Does the $100K H-1B fee transfer with you when you change employers in 2026?

No. The $100K fee attaches to each individual I-129 petition, not to the worker. If Employer A paid $100K and you transfer to Employer B via consular processing, Employer B pays a separate $100K for their own petition. The fee is per petition, per consular action.

How can I switch H-1B employers without triggering a second $100K fee?

Stay in the United States and file the transfer as change of employer using COS. Change of status transfers are exempt from the $100K fee. The fee only triggers when consular processing is involved. Never leave the US while a transfer is pending if you want to avoid the fee.

Does my employer get a $100K refund if I transfer my H-1B to a different company?
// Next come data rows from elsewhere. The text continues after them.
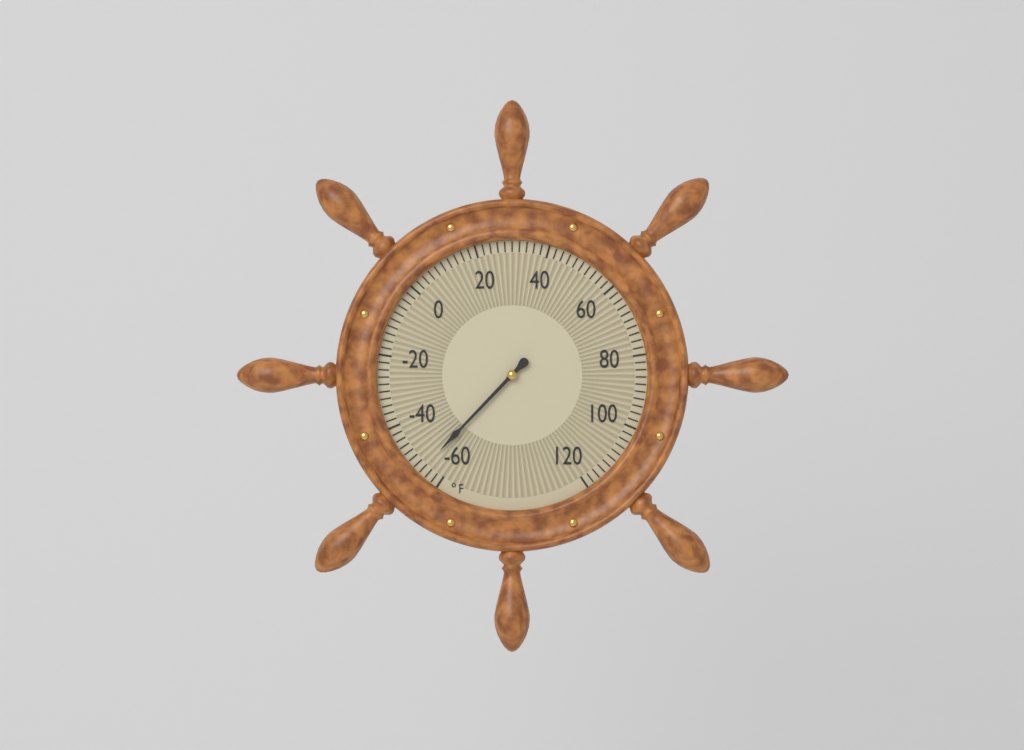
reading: -54 °F
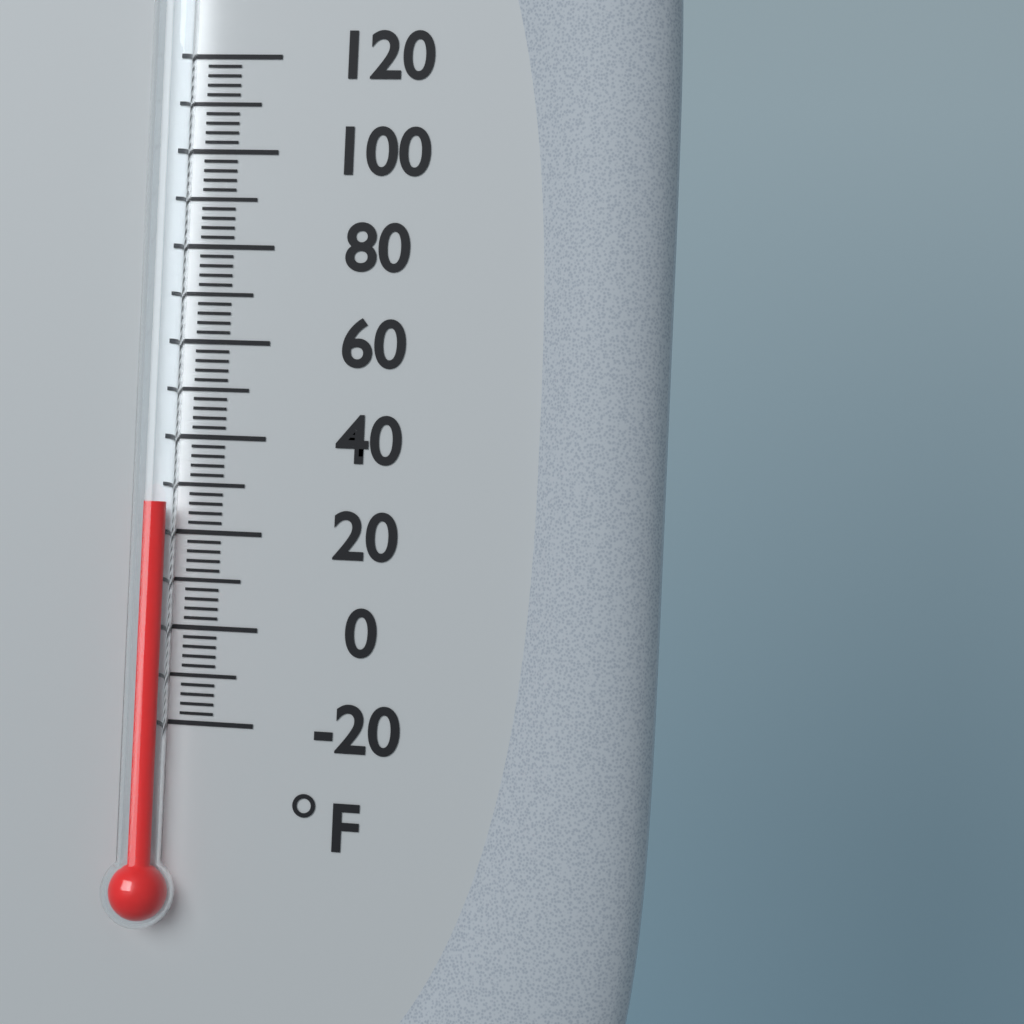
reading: 26 °F
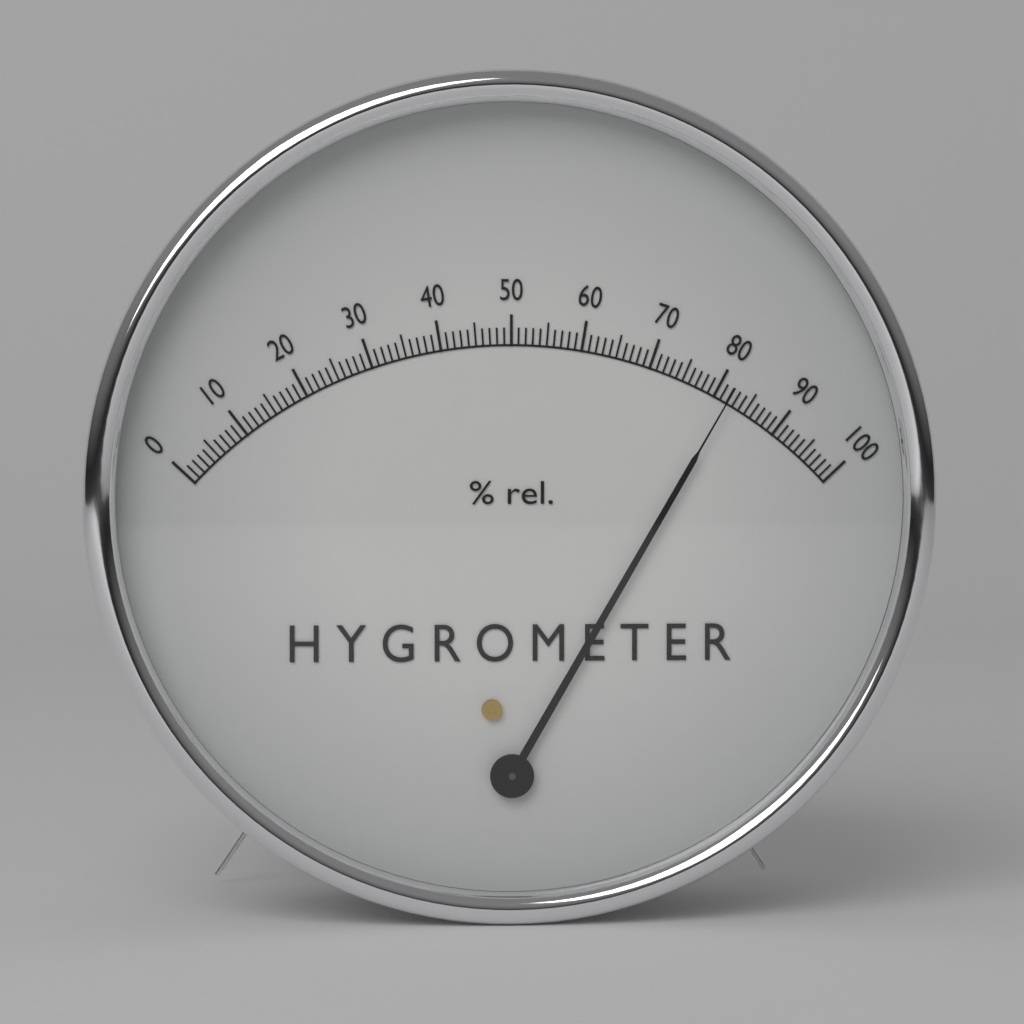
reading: 82 %
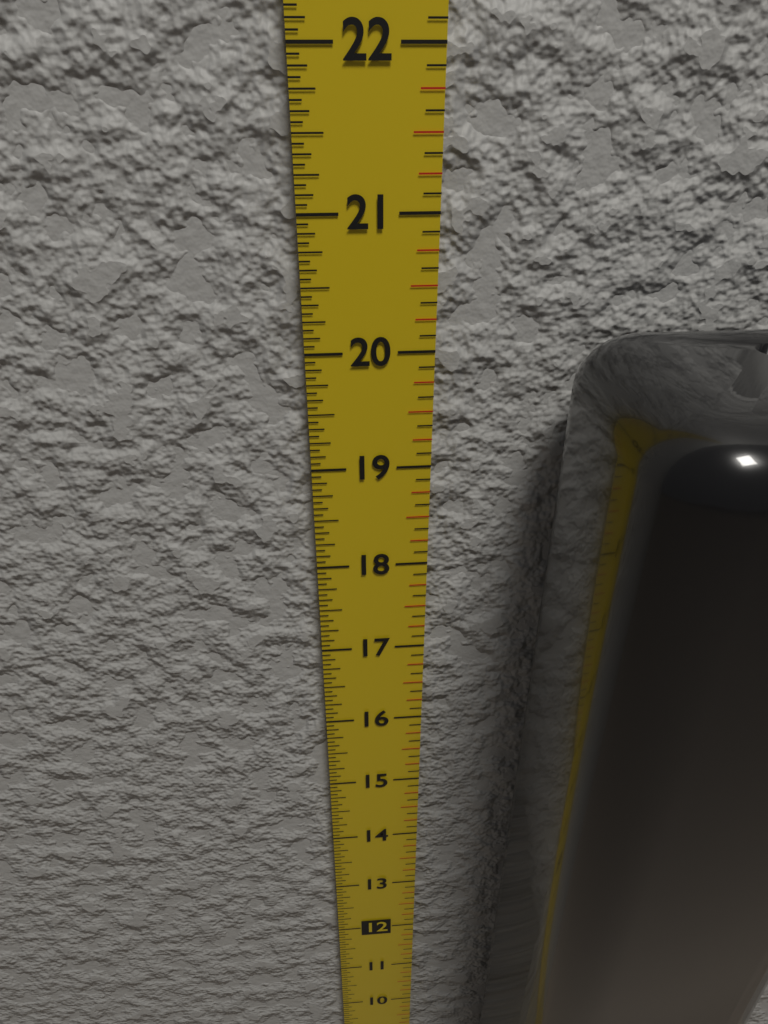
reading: 20.2500 in
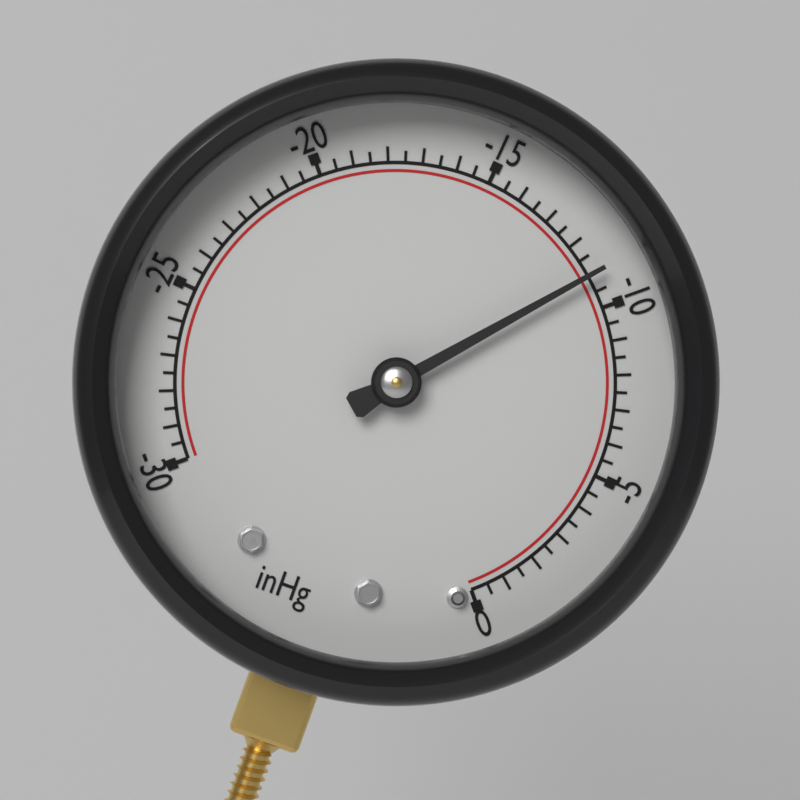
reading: -11.0 inHg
No. The $100K fee is non-refundable once the consular notification is processed, regardless of whether you stay with the employer. The original employer loses $100K, and the new employer pays their own $100K if consular processing is required. There is no fee portability mechanism.

Can a valid H-1B visa stamp from the original employer be used with a new employer to avoid the $100K fee?

This is legally untested. Some attorneys argue that if you have a valid visa stamp and the transfer is filed in the US, no new consular notification is needed. USCIS has not issued formal guidance. The conservative approach assumes a new fee applies for any new petition requiring consular action.